SDP Fellow in the News: How Data Helped Head Start Centers Tackle a 'No Show' Problem

June 19, 2018

 

Education Week Article By 

June 19, 2018

What do you do when you build a preschool class—but many of the children never show up?

That's what happened at the Head Start program overseen by the Community Action Project of Tulsa in Oklahoma, or CAP Tulsa for short. In September 2016, 135 preschoolers—fully 20 percent of the program's Head Start population—never appeared at the start of the school year, even though their parents had enrolled them.

CAP Tulsa, as it has often done in the past, turned to data both to figure out the problem and devise a solution. And in doing so, it provided an example of how all of Head Start's 1,600 grantees are now expected to infuse data into their decisionmaking and continuous-improvement processes.

CAP Tulsa offers care and educational services for newborns through preschoolers. But for 4-year-olds, there's competition. Parents have the option of staying with Head Start or enrolling in preschools offered by the Tulsa school district or local charter schools.

Using Data to Spot Trends

To better predict the program's enrollment, Cindy Decker, CAP Tulsa's director of research and innovation, and her team built a statistical model. The model found some common elements among no-shows: They had an older sibling in elementary school, suggesting parents may want their younger child in a preschool at the same building for convenience; they were new to the program that year, or they were not receiving behavioral or disability supports—children with those needs tended to stick with CAP Tulsa, Decker said.

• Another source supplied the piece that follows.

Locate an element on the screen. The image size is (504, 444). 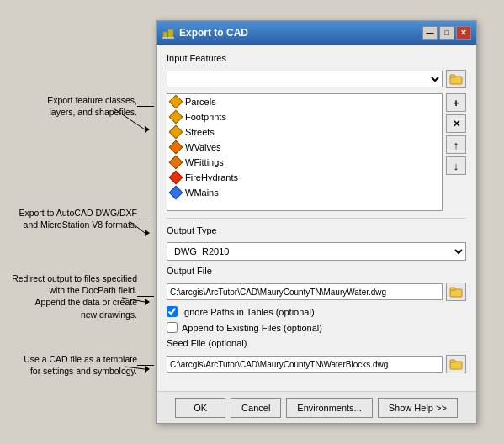
output-file-label: Output File is located at coordinates (316, 271).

Armed with that information, staff members started asking parents over the summer about their plans, Decker said, paying particular attention to families who had factors more likely to make them no-shows. CAP Tulsa also connected with the district and with local charters to find out if the same children were popping up on their rolls.

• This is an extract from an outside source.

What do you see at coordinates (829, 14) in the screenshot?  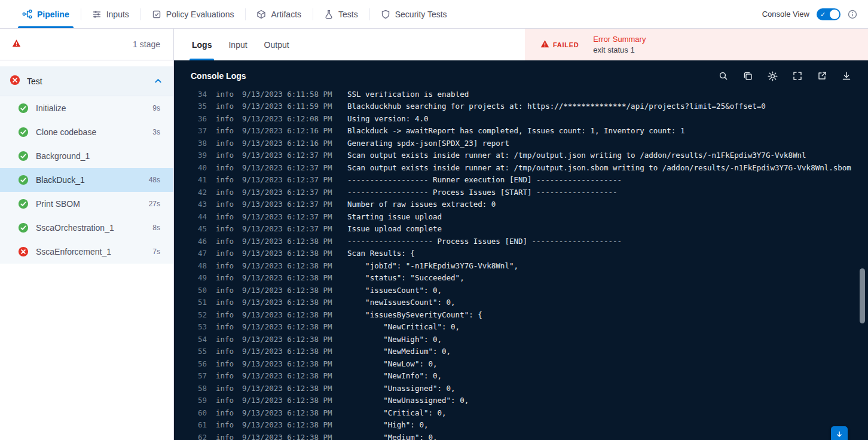 I see `console-view-toggle: ✓` at bounding box center [829, 14].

A year later, the number of no-shows dropped from 135 to 99—still a lot, Decker said, but the decrease meant less churn in the first weeks of the school year.

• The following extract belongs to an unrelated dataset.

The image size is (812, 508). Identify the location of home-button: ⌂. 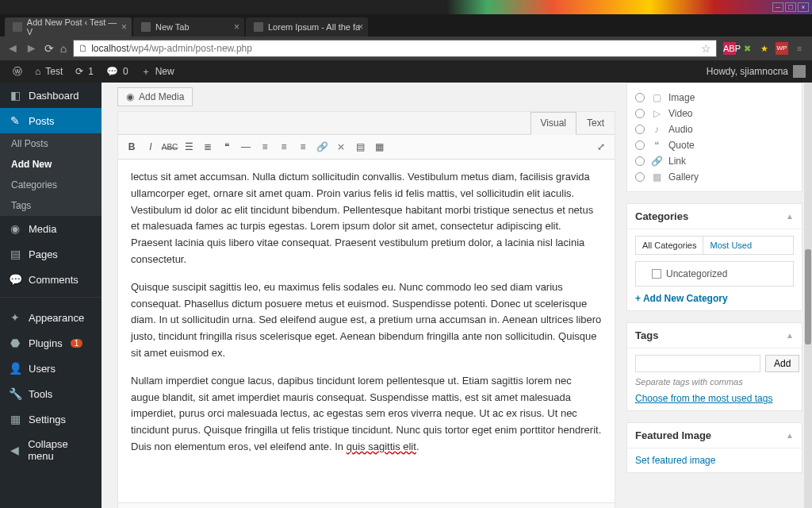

"And we also heard that this helped with some challenging behaviors," she added, because teachers were able to focus on instilling classroom routines, she said, rather than adjusting to new children enrolling well into October.

This is just one of many ways CAP Tulsa uses data to drive its program, Decker said. "Data helps us identify the problems that need to be fixed, and the successes we should celebrate," she said.